Hacker News new | ask | show | jobs
by stagehn 2115 days ago
Is "wide support" of her arrest (as framed by the person I was replying to) an example of white lady in distress? That seems like the exact opposite of white lady in distress. Or is the single person who thought the arrest was unjust (further up) an example of white lady in distress?

None of this fits the white lady in distress definition. It just seems like a way to smuggle in anti-white racism for no particular reason. Nothing about this situation has to do with race in any way whatsoever.

1 comments

The fact that he was replying to a comment that used it as an example of Australia's 'authoritarian' response to covid and the fact that it received widespread news coverage and we all got to see her distress Vs the other guy who got arrested and received zero coverage for the same crime seems to suggest that this it is relevant and on the balance of probabilities a good example of white lady in distress.
He didn't use the 'authoritarian' framing (he sarcastically questioned whether it was 'exemplary'), that's something you're presumptively attributing.
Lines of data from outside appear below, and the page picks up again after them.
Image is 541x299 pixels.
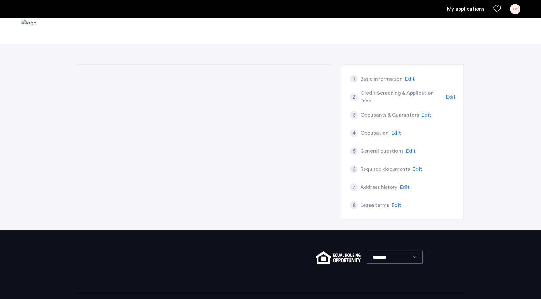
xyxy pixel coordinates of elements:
div: 7 [350,183,357,191]
h5: General questions [360,147,403,155]
h5: Credit Screening & Application Fees [360,89,443,105]
div: 1 [350,75,357,83]
h5: Address history [360,183,397,191]
select: Language select [367,250,422,263]
a: My application [447,5,484,13]
span: Edit [405,76,414,81]
span: Edit [391,202,401,208]
div: 8 [350,201,357,209]
span: Edit [412,166,422,171]
h5: Occupation [360,129,388,137]
div: 6 [350,165,357,173]
a: Cazamio logo [21,19,37,43]
img: equal-housing.png [316,251,360,264]
img: logo [21,19,37,43]
span: Edit [391,130,401,135]
div: 2 [350,93,357,101]
span: Edit [400,184,409,189]
h5: Basic information [360,75,402,83]
span: Edit [421,112,431,117]
h5: Required documents [360,165,410,173]
div: 4 [350,129,357,137]
div: 5 [350,147,357,155]
a: Favorites [493,5,501,13]
span: Edit [446,94,455,99]
div: OY [510,4,520,14]
div: 3 [350,111,357,119]
h5: Lease terms [360,201,389,209]
h5: Occupants & Guarantors [360,111,419,119]
span: Edit [406,148,415,153]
There was not 'zero' coverage of the guy's arrest, to the contrary there was wide coverage as a Google search easily reveals. There's also two factors you're not considering, (1) the guy ran a conspiracy theory group which reduces sympathy for him, (2) the woman's arrest came first so it was more novel and thus more engaging from a clicks perspective.

It's absurd that race is being brought into this as a relevant explanatory dimension. Pernicious and divisive to say the least, leaving aside the fact that there's no evidence that race is in any way relevant to either what occurred in this case or the coverage of the case

Look it's all subjective but their comments were hardly pernicious and divisive - they were a fair observation of the situation.